One document. A private AI for each side.

Several people draft a single agreement — a contract, a co-founder split, a client proposal, a settlement, a set of terms — in one shared document, live. Each person has a private assistant that reads only their own notes and files.

The document is shared. Your thinking stays yours.

Start a documentSee how it works

Live editing isn’t the hard part

A shared document everyone can edit at once — Google Docs solved that years ago. The hard part is that when people are working toward an agreement, each side needs help with their own position: their priorities, their constraints, the wording they’re not ready to propose yet.

Paste the document into a shared chatbot and you’re both talking to the same assistant, in the open. Google Docs and Notion are no different — one shared AI, everything you ask it visible in the room. That’s not how anyone works through wording that matters.

A private assistant for each person

Mediator gives every participant a private assistant over one shared document. Ask it to redraft a clause, weigh an option, or explain what the other side just changed — and no one else, on either side, ever sees it. The shared object is the document; the thinking stays yours.
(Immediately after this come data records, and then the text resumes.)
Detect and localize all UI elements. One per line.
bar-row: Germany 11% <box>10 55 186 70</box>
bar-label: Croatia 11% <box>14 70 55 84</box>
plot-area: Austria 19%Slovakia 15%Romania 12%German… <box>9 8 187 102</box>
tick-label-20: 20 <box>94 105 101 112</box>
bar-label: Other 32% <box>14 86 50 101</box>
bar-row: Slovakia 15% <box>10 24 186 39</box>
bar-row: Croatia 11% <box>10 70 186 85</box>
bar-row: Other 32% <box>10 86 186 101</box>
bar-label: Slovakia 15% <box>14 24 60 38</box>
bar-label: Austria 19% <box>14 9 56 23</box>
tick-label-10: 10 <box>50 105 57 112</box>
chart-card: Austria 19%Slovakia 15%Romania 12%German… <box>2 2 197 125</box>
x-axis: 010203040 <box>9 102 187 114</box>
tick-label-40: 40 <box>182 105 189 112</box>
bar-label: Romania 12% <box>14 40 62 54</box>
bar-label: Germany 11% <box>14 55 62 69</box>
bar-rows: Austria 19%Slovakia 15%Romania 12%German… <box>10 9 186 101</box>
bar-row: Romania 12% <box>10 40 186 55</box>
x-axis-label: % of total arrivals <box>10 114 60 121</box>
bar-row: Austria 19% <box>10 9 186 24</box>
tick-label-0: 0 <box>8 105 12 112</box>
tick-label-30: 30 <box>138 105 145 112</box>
Every change is attributed, with a running history of what moved and who moved it. (And if you’ve been trading drafts by email, five versions deep — that goes away too.)

How privacy works

Your work here is sensitive, so the answers are blunt:

Can the other side — or their assistant — read my private notes?
No. The shared document is visible to everyone you invite. Your private workspace — your assistant chat, your notes, the files you upload — is yours alone. Other participants never see it.
Can the person who started the document see my assistant chat?
No. “Yours alone” includes whoever created the document, even though their account covers the AI used on it. They see the shared document and its history — not your side of it.
Is any of it used to train AI models?
No. We don’t use your documents, notes, or assistant chats to train models.

Read the full privacy policy →

What it costs

Pay-as-you-go — no subscription, no seats. Editing the document is free; you spend credit only when you ask your assistant to do something, like redrafting a clause or weighing an option. Whoever starts a document covers the AI for everyone they invite, so guests don’t need credit of their own. Most documents cost a few dollars.